A new arsenal of checkpoint inhibitor drugs

The excitement surrounding cancer immunotherapy is due, in no small part, to the fact that these new medicines are revolutionizing how we treat advanced malignancies in which chemotherapy, surgery and radiation have failed. Furthermore, cancer immunotherapy has already become the preferred first option treatment for some cases of metastastic melanoma, the deadliest form of skin cancer. It is currently being evaluated as the first line option over traditional chemotherapy in other cancers.

CTLA-4 and PD-1 represent only the first two well-characterized immune checkpoints among an expanding list of targets that have been identified on immune cells and are believed important for modulating T-cell tumor fighting.

There are more than a dozen immune checkpoint inhibitors that have already entered clinical development and there are endless possibilities for combining these new inhibitors with those that have already been shown to improve clinical responses in treated patients.

How does cancer immunotherapy work?

The risks of unleashing the immune system

Although immune therapy is a breakthrough, it is not without risks to the patient. Taking the brakes off of the immune system can trigger undesirable and in some cases deadly consequences for patients treated with drugs.

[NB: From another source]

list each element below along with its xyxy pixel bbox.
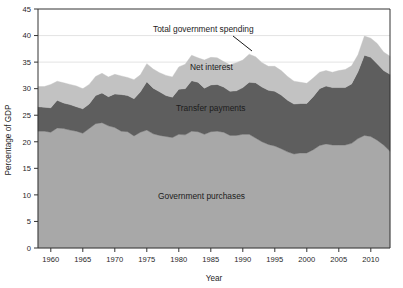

The killing power of the immune system is tightly regulated to protect normal cells from attacks that can damage critical tissues. Removing the brakes with immune checkpoint inhibitors can cause damaging inflammation in the skin, gut, heart, lungs and other vital organs. These risks can add up when these potent inhibitors are combined. And, the long-term side effects of immune checkpoint inhibition are not fully understood.

While the clinical responses to these treatments can be dramatic, long-term tumor regressions are achieved only in a minority (usually less than 20 to 30 percent depending on the tumor type) of treated patients. Also, the use of the PD-1 and CTLA-4 checkpoint inhibitors has not proven effective against all tumor types. In our own studies of malignant brain tumors, my colleagues and I have identified unique properties that make them resistant to immunotherapy and have begun to identify strategies for overcoming this treatment resistance.

Thus, we have much still to learn and significant room for improvement in order to maximize the benefits of immunotherapy for all patients. Nonetheless, we have definitively entered a new era of clinical medicine with an accelerated progress in oncology treatments.

More than one in three individuals will be diagnosed with cancer during their lifetime. Despite our continued advances in cancer prevention and early detection, a significant proportion of these individuals will be faced with advanced disease. With continued rapid progress building on Allison’s and Honjo’s pioneering discoveries, it is increasingly likely that a patient’s own immune system will prove the most effective strategy and final defense against an advancing and relentless malignancy.


This article was originally published on The Conversation. The Conversation

Duane Mitchell, Professor of Neurosurgery, University of Florida

Get the latest Science stories in your inbox.